Oriental carpets are those made in western and Central Asia, North Africa, and the Caucasus region of Europe. Made from materials particular to individual tribal provinces, the rugs of the Caucasus normally display bold geometric designs in primary colours.
A few years ago I created this little Caucasian sampler thinking it would make a lovely pillow top but it sat around without any interest until Jean decided she wanted to experience hooking a Caucasian design and its smaller size made it fit the bill.
Although this design appears simple with a repeat pattern it's not fun to produce. There is a lot of counting holes and straight lines, items that can't be produced easily with red dot medium so suffice to say this puppy is laborious to make and we won't be producing it again. A design this small that takes hours to make is a lose your shirt kind of deal. So I was delighted Jean did a lovely job and I got to see it hooked but it's now retired to the archives of patterns past. We have to deal with the present and plan for the future and patterns that cost more to produce than the price tag they carry is a thing of the past.
We will also be moth balling some of the very detailed William Morris designs. Some of those intricately detailed patterns take two to three days to produce. If you calculate for a normal eight hour day times two or three it usually exceeds the price on the pattern, so throw in overtime and now you're in the red. In the past we've done these very intricate designs because I found it challenging to adapt them to rug hooking and I liked offering a the wow factor to our customers. It's not even the lack of profit that prompts this change...it takes so much time away from all the other tasks that need doing we fall behind. Working on a design for three days straight, putting it on with the red dot and then darkening it is laborious and quite frankly a pin in the eye. Nothing about it is appealing! Markers stain the skin and fill your lungs with chemicals; there's no relief from bending over for hours and cramps in the hand are but a few of the deterrents.
Other companies stamp their patterns for easy production but the designs come out crooked and off the grain no matter how careful they are lined up. Anyone who hooks knows how wonky backings are, there's no perfect symmetry to it. I certainly can promise that stamping patterns will never be an option in our shop, we will continue to plug away with the old fashioned marker and red dot program s long as I am at the helm.
In the first couple years in business I bought patterns from other sources and they were a constant disappointment. Even though they promised the designs were straight on the grain at the time of the order they never were and I had to send them back as my customers were savvy and wouldn't buy them. That didn't put me on anyone's favourite list with the pattern houses and I got tired of dealing with it all.
When I first opened my doors, another shop owner I knew pretended to take me under her wing and sold me a bunch of patterns that were supposedly good sellers. In those days I was greener than broccoli and didn't know about straight on the grain and by the time I figured it all out, I was stuck with all those poorly stamped patterns that she couldn't get rid of in her own store. She saw me coming and did a dirty on me and I wonder if she still laughs at how naïve I was. She also unloaded three rolls of pink rug binding on me, told me that women love the colour. Pink?...Female hookers?......It seemed plausible and what did I know so I thanked her for the scoop. Thirteen years in business and I still have that damn pink binding....count it every year in inventory and every time I look at it I remember how she pulled the wool over my eyes. She must have laughed all the way to the bank over that easy money, buying that along with all the other crap gathering dust in her shop that I paid good money for just to sit in mine and continue being unsellable. She wasn't the sweetest jelly bean in the bag, used to call her customers vultures...that should have been a warning light but the excitement of starting a rug hooking shop kept the blinders on. The patterns she unloaded on me never sold and I ended up recycling them by drawing my designs on the back to hook things for the shop. A very expensive live and learn lesson.
That was why I decided to only sell my own designs and those of a few friends. I have control over the manufacturing and can deliver the quality we are known for. Every straight line, no matter how small is straight on the grain!
So the large patterns we have in the shop for William Morris will be the last of our inventory. Once sold they will be retired. Hammersmith, although lovely is a two day proposition. The new adapted Hammersmith runner was even more work, twice as long although slightly thinner and a three day event. Then there is the RedCar runner recently adapted for a customer. There is one each of linen patterns of Hammersmith, Hammersmith Runner and the RedCar Runner and once gone that will be the last of their kind....the end of an era.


= YOUR GOAL =
Having located "Lock onto person.", write out its line and the remaining lines of the material exactly, the last one included, but not the pictures.

***** EXERCISE DATA

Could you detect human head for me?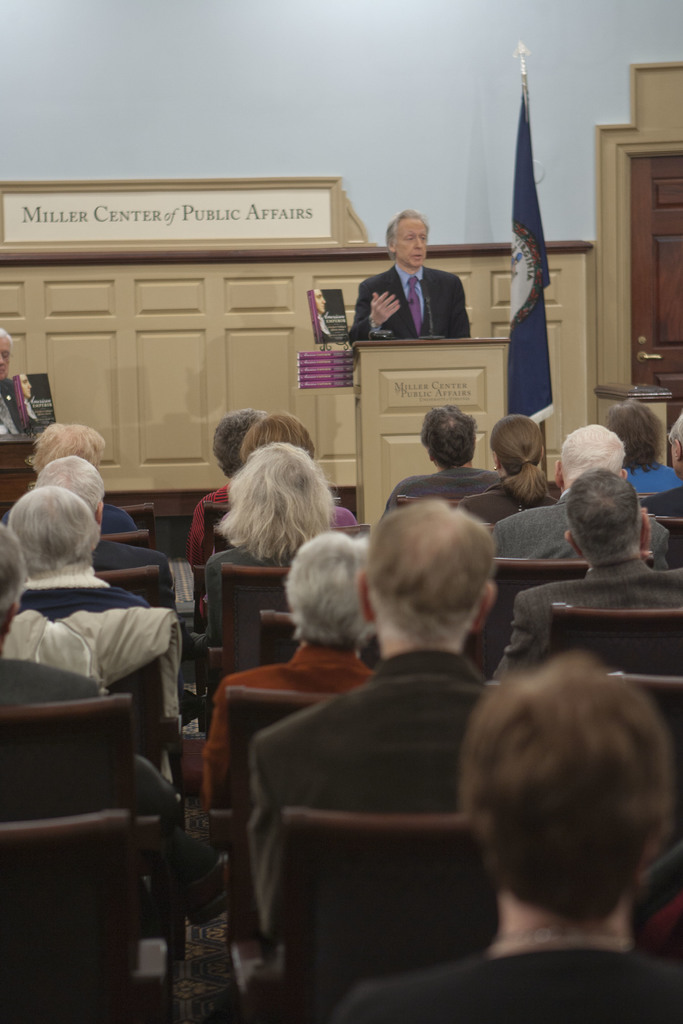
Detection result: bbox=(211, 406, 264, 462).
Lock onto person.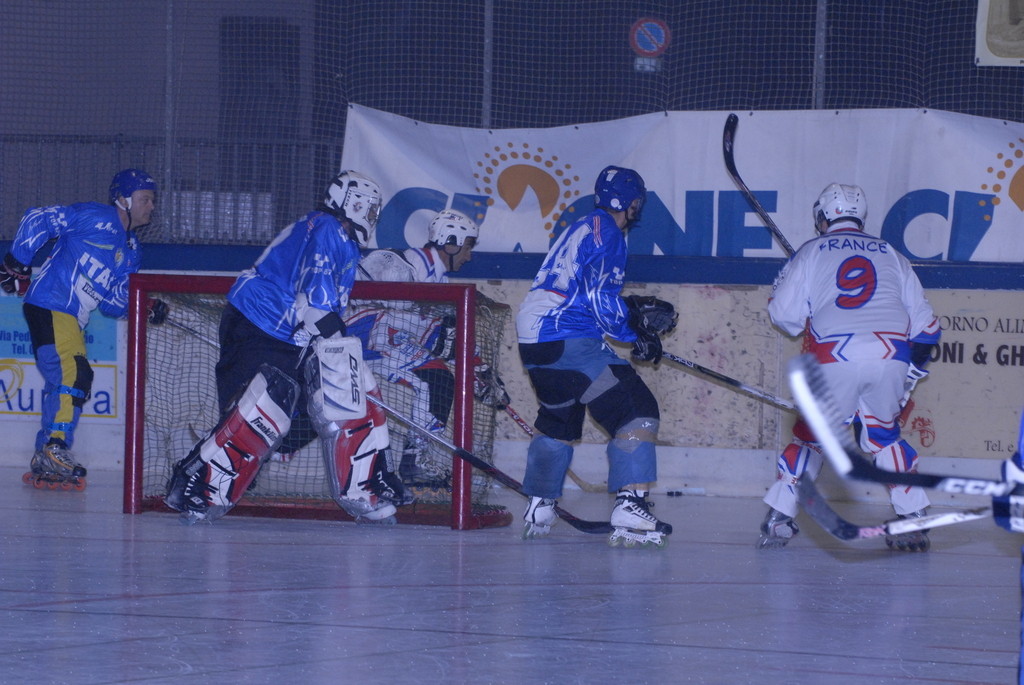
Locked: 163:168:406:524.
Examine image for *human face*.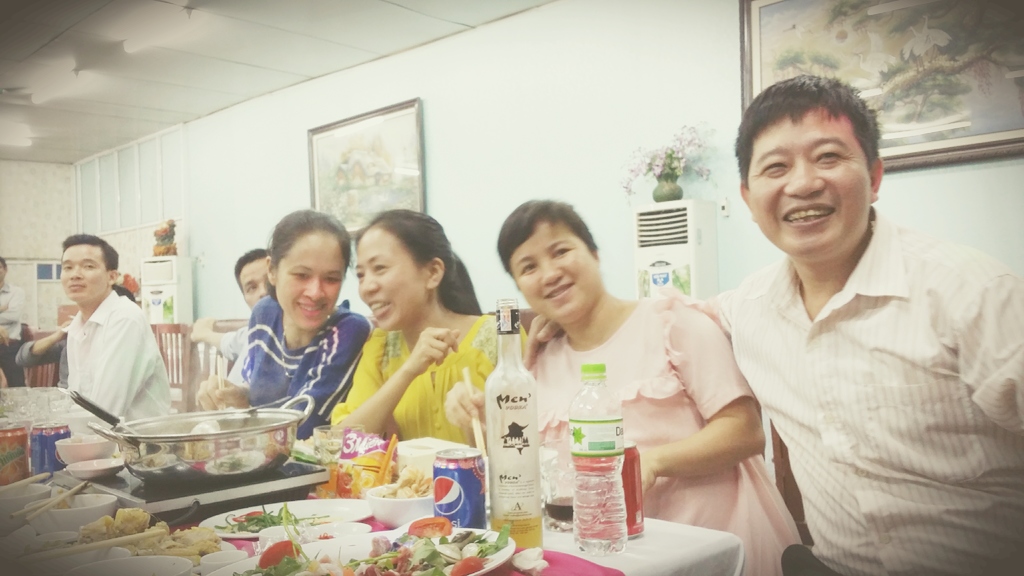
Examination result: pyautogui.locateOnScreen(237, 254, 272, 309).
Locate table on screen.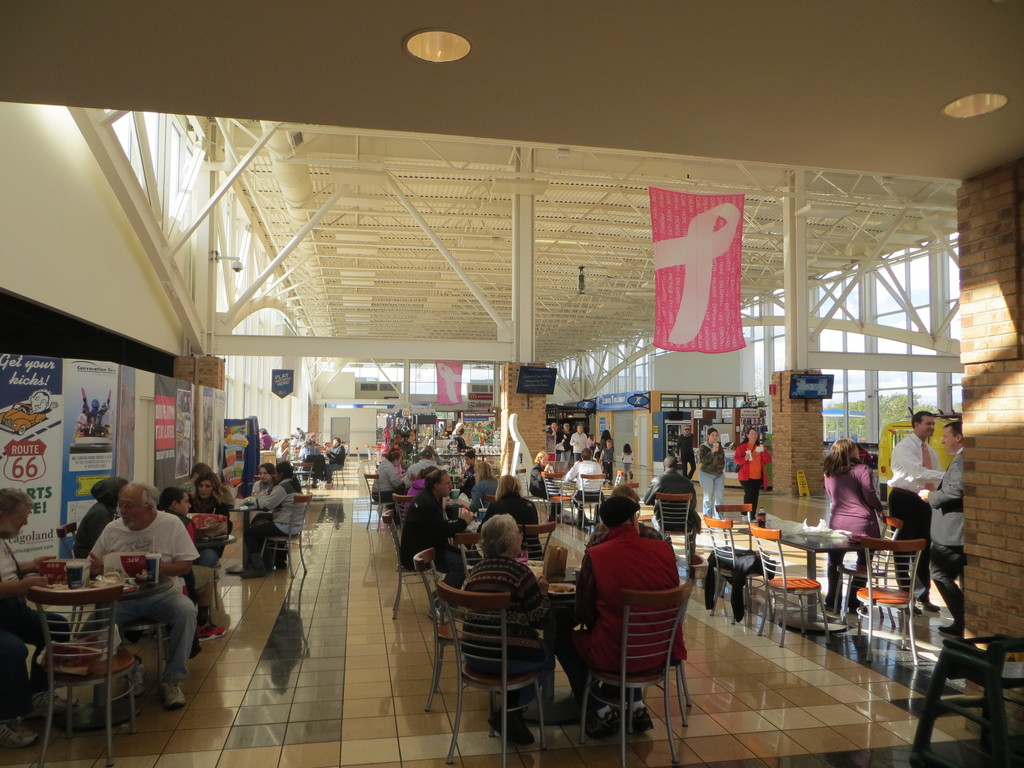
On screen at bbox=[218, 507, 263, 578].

**********

= SOLUTION FOR THIS PROBLEM =
Lock onto person.
Locked: 163:168:406:524.
Examine image for *human face*.
Examination result: pyautogui.locateOnScreen(237, 254, 272, 309).
Locate table on screen.
On screen at bbox=[218, 507, 263, 578].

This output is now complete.